WSJ Report Says Chrysler Financial Will Stop Offering Leases
By Chris Haak
07.25.2008
According to a report in the online edition of today’s Wall Street Journal, Chrysler LLC has started telling its dealers that they will no longer offer auto leases through its Chrysler Financial subsidiary. The move comes as domestic automakers are seeing increasing losses as a result of lease write-downs, on top of the current credit crunch which makes credit less accessible and more expensive for companies that have a less-than-rosy outlook. You know, companies like Chrysler.
Companies generally incur large lease write-downs when the residual values projected for leased vehicles at the time of the lease origination are higher than the actual value of the vehicles –or the new projection of the vehicles’ values based on current market trends. Amidst Ford’s results released yesterday was a $2.1 billion charge against Ford Motor Credit Company attributed to its operating lease portfolio, so it’s not just Chrysler that is having this problem.
So, why are the resale values so out of alignment with the projected lease residuals? Two reasons, but they’re both intimately related. First, the collapse in consumer interest in large, fuel-thirsty vehicles such as full-size pickups and SUVs resulted in there being far more supply of these vehicles than demand for them. Simple economics moves their prices downward. Second, in response to reduced demand for these same vehicles, the manufacturers slap huge rebates and discounts on them, which serves to further lower the values of the used models currently out there.
I personally ran into this issue several years ago when a Saturn that my wife was leasing approached the end of its lease. It was a 2001 L200 five-speed manual, 65,000 miles, and had been in two accidents. The car was properly repaired both times, but the accidents didn’t help the car’s value, nor did the clutch pedal. GMAC wanted over $8,000 for us to keep this three-year old car, when it was worth less than $4,000 at wholesale. We turned it in and bought basically the same car from a used car lot, two years newer, with just 15,000 miles and an automatic transmission, for roughly what GMAC wanted for us to keep the old one. When GMAC “disposed” of the 2001 Saturn at auction, it likely suffered a loss of about $4,000 – on that single transaction.
The other credit-related issue that Chrysler is undergoing right now is that Chrysler Financial is in the midst of its annual credit facility agreement with several (somewhere around 20) banks. The company is looking for about $30 billion in credit, but it’s having a tough time finding any takers at attractive rates. If it can’t get good rates, they will still find the credit, but borrowing costs will be higher, which will either force the company to pay larger subsidies on discounted interest rates, or pass those higher rates onto consumers, thus crimping sales further.
While the lack of lease availability will likely cause some harm, leases usually aren’t the greatest deals on cars with rapid depreciation, which unfortunately describes the makeup of most of Chrysler’s lineup today. A bigger concern would be the difficulty in finding low-interest loans to help dealers close sales of the company’s products until the newer, more fuel-efficient vehicles such as the rebadged Nissan Versa/Tiida arrive in coming years.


▸ EXERCISE: Each line holding the word "ARTWORKS" must appear in the answer, copied from the entries.

▸ Element data from apps and pages:
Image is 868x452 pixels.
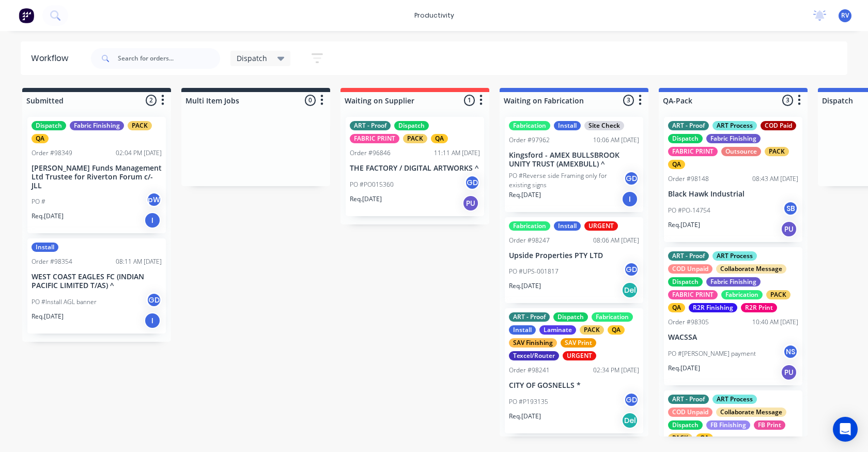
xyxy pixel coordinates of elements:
p: PO #Install AGL banner [31,297,97,307]
div: Order #97962 [509,135,550,145]
div: URGENT [584,221,618,231]
div: I [144,212,161,229]
div: Order #96846 [350,149,390,157]
div: ART - Proof [509,312,550,321]
div: PU [781,221,797,237]
p: WEST COAST EAGLES FC (INDIAN PACIFIC LIMITED T/AS) ^ [31,273,162,290]
p: [PERSON_NAME] Funds Management Ltd Trustee for Riverton Forum c/- JLL [31,164,162,190]
div: ART - Proof [668,251,709,261]
p: Req. [DATE] [31,211,63,221]
div: GD [464,175,480,190]
div: GD [146,292,162,307]
div: Order #98354 [31,257,73,266]
div: 08:43 AM [DATE] [752,174,798,183]
div: ART - Proof [350,121,390,130]
div: Order #98241 [509,365,550,375]
p: Req. [DATE] [350,195,382,203]
div: PACK [765,147,789,156]
div: COD Unpaid [668,264,712,273]
div: Dispatch [668,420,702,429]
div: DispatchFabric FinishingPACKQAOrder #9834902:04 PM [DATE][PERSON_NAME] Funds Management Ltd Trust... [27,117,166,233]
div: Install [554,221,580,231]
div: Site Check [584,121,624,130]
div: Install [31,243,59,252]
p: PO #UPS-001817 [509,267,558,276]
p: Req. [DATE] [31,312,63,321]
div: QA [695,433,713,443]
div: FabricationInstallURGENTOrder #9824708:06 AM [DATE]Upside Properties PTY LTDPO #UPS-001817GDReq.[... [505,217,643,303]
div: Texcel/Router [509,351,559,360]
div: Dispatch [668,277,702,287]
div: 10:40 AM [DATE] [752,317,798,327]
div: GD [624,261,639,277]
div: 02:04 PM [DATE] [116,149,162,157]
div: Fabrication [721,290,762,299]
div: GD [624,392,639,407]
div: 10:06 AM [DATE] [593,135,639,145]
p: PO # [31,197,45,206]
div: Order #98148 [668,174,709,183]
p: Black Hawk Industrial [668,190,798,199]
div: ART - ProofART ProcessCOD UnpaidCollaborate MessageDispatchFabric FinishingFABRIC PRINTFabricatio... [663,247,802,385]
div: Fabrication [509,121,550,130]
div: Dispatch [394,121,429,130]
p: PO #PO015360 [350,180,394,189]
div: Laminate [539,325,576,335]
div: PU [462,195,479,211]
div: Fabrication [592,312,633,321]
div: productivity [409,8,459,23]
div: Install [509,325,536,335]
input: Search for orders... [118,48,220,69]
div: I [622,191,638,207]
div: NS [783,344,798,359]
div: ART - ProofDispatchFabricationInstallLaminatePACKQASAV FinishingSAV PrintTexcel/RouterURGENTOrder... [505,308,643,433]
div: R2R Print [741,303,777,312]
div: Workflow [31,52,73,65]
div: PACK [668,433,692,443]
p: THE FACTORY / DIGITAL ARTWORKS ^ [350,164,480,173]
p: PO #P193135 [509,397,548,406]
div: I [144,312,161,329]
div: Fabric Finishing [706,134,760,143]
div: ART - ProofART ProcessCOD PaidDispatchFabric FinishingFABRIC PRINTOutsourcePACKQAOrder #9814808:4... [663,117,802,242]
div: PU [781,364,797,381]
div: Order #98247 [509,236,550,245]
div: Collaborate Message [716,407,786,417]
p: PO #[PERSON_NAME] payment [668,349,755,358]
div: FABRIC PRINT [668,147,717,156]
div: ART - Proof [668,121,709,130]
p: Req. [DATE] [509,411,541,421]
div: GD [624,171,639,186]
div: Open Intercom Messenger [833,417,857,441]
img: Factory [19,8,34,23]
div: ART Process [712,395,757,404]
p: Req. [DATE] [668,363,700,373]
div: ART Process [712,251,757,261]
div: Dispatch [31,121,66,130]
div: QA [668,303,685,312]
p: CITY OF GOSNELLS * [509,381,639,390]
div: PACK [580,325,604,335]
div: QA [608,325,624,335]
div: Fabric Finishing [70,121,124,130]
div: Collaborate Message [716,264,786,273]
div: FB Finishing [706,420,750,429]
p: PO #PO-14754 [668,206,710,215]
p: Req. [DATE] [668,220,700,229]
p: Req. [DATE] [509,281,541,291]
div: Del [622,412,638,429]
div: PACK [403,134,427,143]
div: pW [146,192,162,207]
div: COD Paid [760,121,796,130]
div: Del [622,282,638,298]
span: RV [841,11,849,20]
p: Req. [DATE] [509,190,541,199]
div: SAV Print [560,338,596,347]
div: Order #98349 [31,149,73,157]
p: Upside Properties PTY LTD [509,251,639,260]
div: ART - ProofDispatchFABRIC PRINTPACKQAOrder #9684611:11 AM [DATE]THE FACTORY / DIGITAL ARTWORKS ^P... [346,117,484,216]
div: FABRIC PRINT [350,134,399,143]
div: ART - Proof [668,395,709,404]
div: 11:11 AM [DATE] [434,149,480,157]
span: Dispatch [236,53,267,63]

▸ YOUR RESPONSE:
p: THE FACTORY / DIGITAL ARTWORKS ^ [350,164,480,173]
div: ART - ProofDispatchFABRIC PRINTPACKQAOrder #9684611:11 AM [DATE]THE FACTORY / DIGITAL ARTWORKS ^P... [346,117,484,216]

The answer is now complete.